Stealth Camping and Other Bad Ideas
Chapter 24: The Art of Sweating in Silence
Our grand 'homecoming' began with stealth camping in a local park, which is a fancy way of saying “parking badly in the dark and pretending to be invisible.” Nelson, bless him, decided we needed to operate under submarine conditions: no windows, no lights, no talking. It was like playing hide-and-seek with ourselves, except instead of giggling we just lay there sweating, stuck to the sheets like two slices of cheese left on the dashboard.
By dawn, I hadn’t slept a wink, and Nelson was still convinced someone was about to knock on the van and cart us off to jail. If vanlife teaches you anything, it’s this: paranoia and humidity make an excellent team.
Chapter 25: Old Ladies in Straw Hats
We fled the park at 6 a.m., which is an absurd time to be alive, let alone driving. After errands and our first depressing encounter with the U.S. Postal Service (“your mail is here, but also isn’t”), we finally checked in on our overgrown land at Jurassic Lane. The weeds now stand at my height, and I half expect dinosaurs to appear.
The day’s highlight, however, was the pool at Kingsdale. Imagine a resort designed entirely for grandmothers with perfect lipstick and enormous straw hats, who enter the water with the express purpose of never actually swimming. The water was warm, the gossip was hotter, and I felt like I’d stumbled into a very glamorous bingo club. Still, it was 'our' pool, which meant that for a brief, glorious moment, I was living the high life. Then it was back to stealth camping in the heat, which I suspect is the universe’s way of keeping me humble.
Chapter 26: Salvation in the Form of Cold Air
Stealth camping was slowly killing us, so by Thursday we cracked and checked into Blowing Springs RV Park. Full hook-up. Air conditioning. I nearly wept when the vents came on.
Dinner was pasta bolognese cooked in the thermal cooker, which normally would’ve been unremarkable, but with cold air blasting through the van it tasted like Michelin-star cuisine. Afterward we discovered the actual “Blowing Spring,” which turned out to be a tiny creek with a cave at the end that exhaled cold air like a subterranean air conditioner. I considered dragging our bed over and never leaving. Vanlife has lowered my standards so thoroughly that I now regard geology as a climate-control system.
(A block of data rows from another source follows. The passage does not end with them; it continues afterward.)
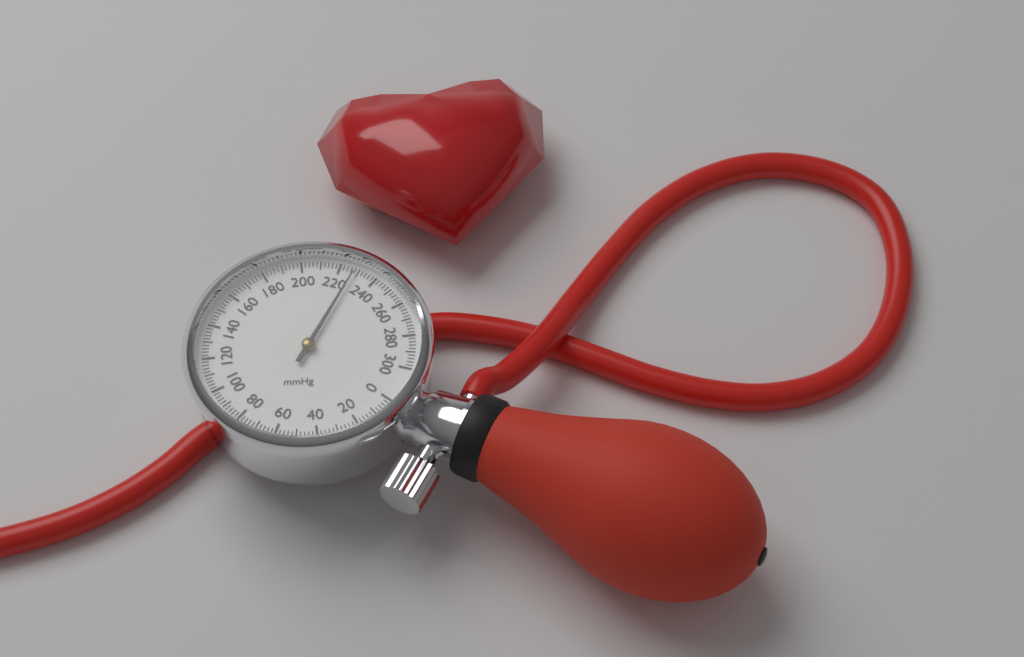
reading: 228 mmHg
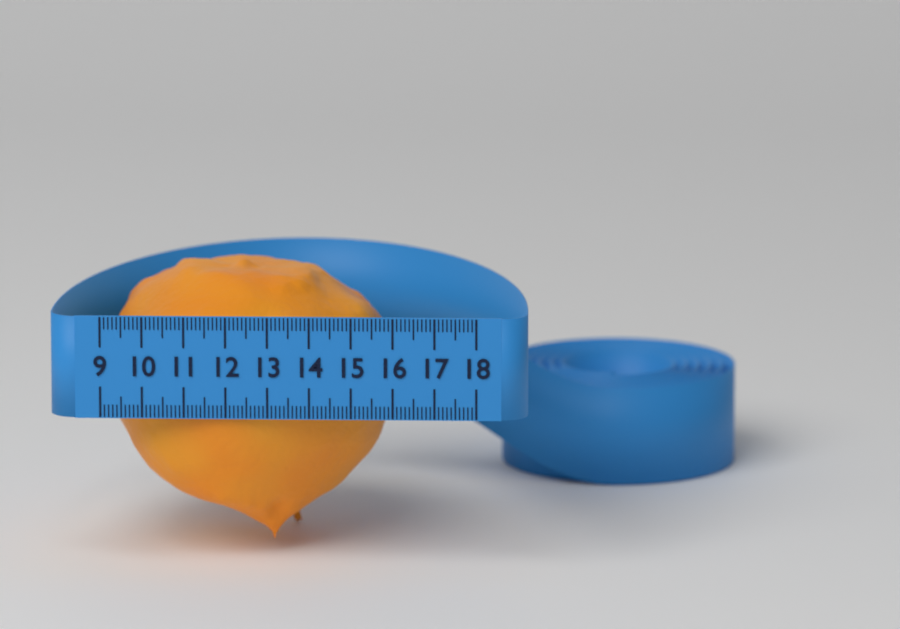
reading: 15.9 (no unit)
Chapter 27: Hubert the Duck and the Economics of Bread
Friday morning we met Hubert the duck at Turnbuckle Farm. Hubert is a duck who believes he’s human, which probably explains why he ignored the other ducks and strutted around like he owned the place. If he spoke he would be doing so with a British accent. Sadly, Hubert’s goodies cost more than my self-respect, so we left empty-handed.
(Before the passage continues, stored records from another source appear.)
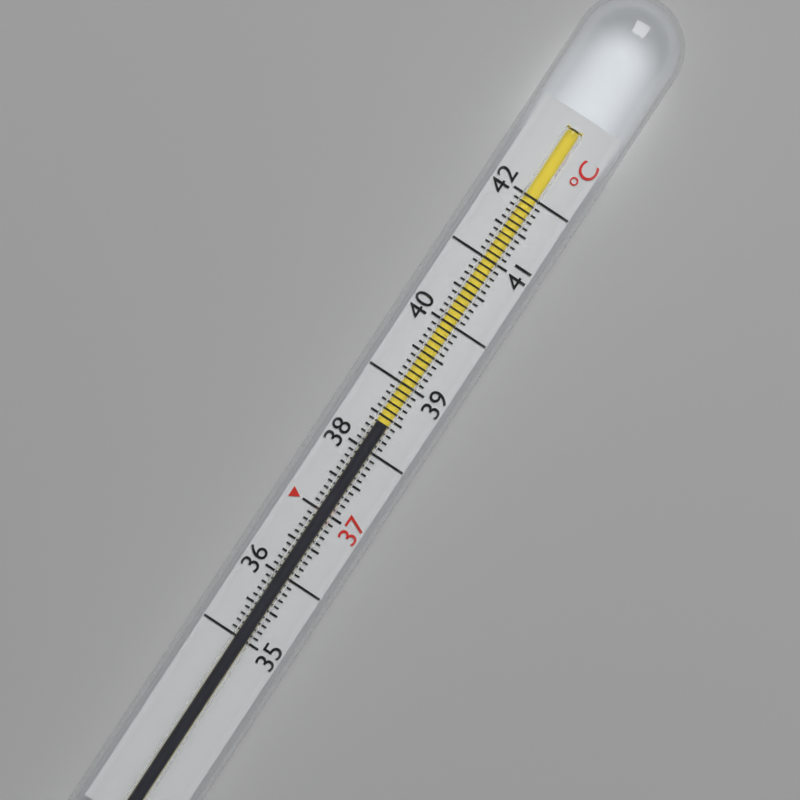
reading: 38.4 °C
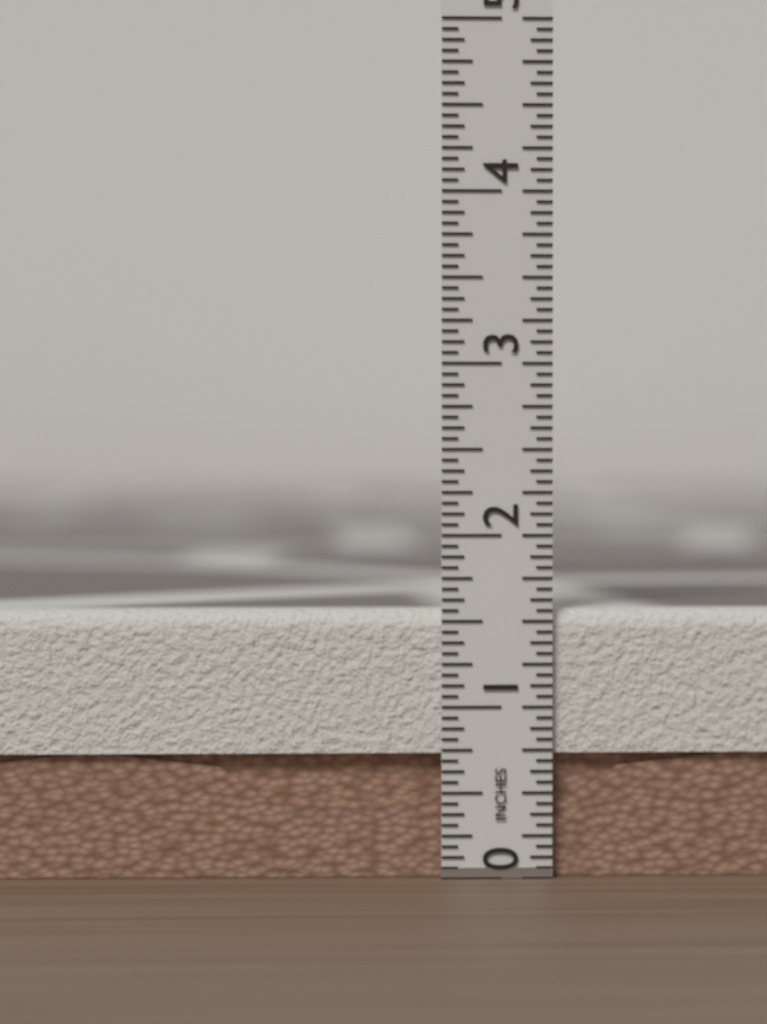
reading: 1.5625 in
We retreated to Horseshoe Bend campground, where the only real criterion was electricity hook-up. At this point, I’d choose a tent pitched on a landfill if it came with AC. Nelson swam in Beaver Lake while I stayed in the van like a Victorian invalid, nibbling salad and applauding myself for not perishing. This is marriage: one of you dives bravely into nature, the other refuses to move until the thermostat reads “civilized.”
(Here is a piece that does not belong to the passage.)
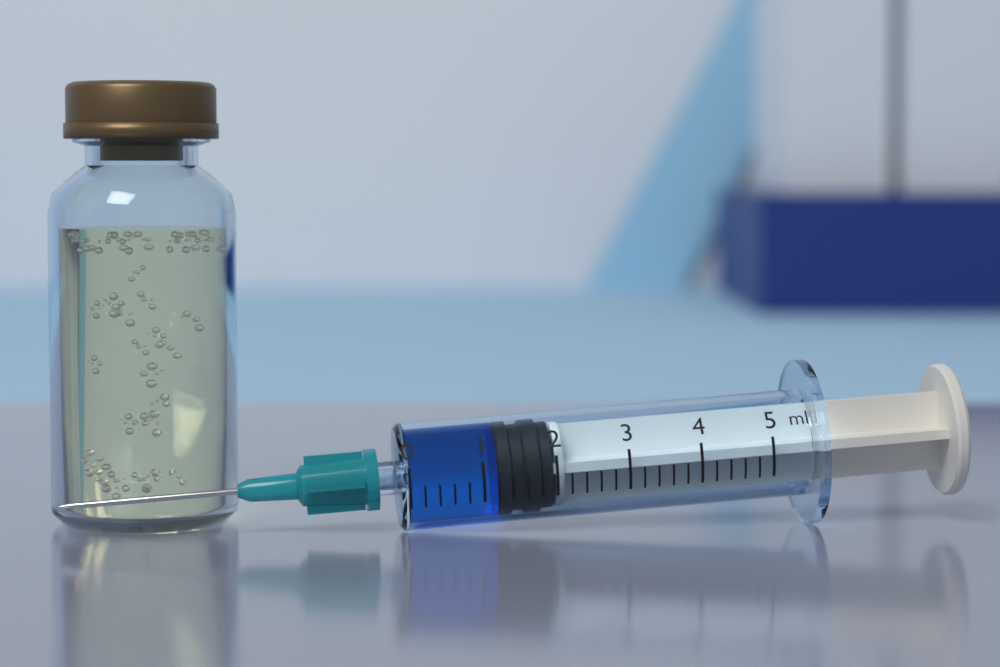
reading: 1.2 ml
Chapter 28: Heatstroke, Hair Dye, and the Hands of Thor
Monday marked Nelson’s return to office life and my battle against the Arkansas furnace. By mid-week I was half-delirious and booked a massage at Kingsdale. Enter Melissa: a petite girl who looked like she’d snap if a breeze hit her. Instead, she dismantled my sore muscles with the precision of a blacksmith. By the end, I was so blissfully limp that I’d have signed over the deed to our land if she’d asked. Best $55 I’ve ever spent.
Revived, I tackled the van: laundry, cassette toilet, hair dye, and meatballs, all while congratulating myself for surviving without spontaneously combusting. Then came a minor heatstroke, which was, in hindsight, inevitable. Luckily, the AC was roaring, which made recovery feel almost decadent.
Dinner was a simple meatball bowl, but under the influence of cold air. Vanlife has taught me many things, but chief among them: comfort is everything, and AC turns ordinary into divine.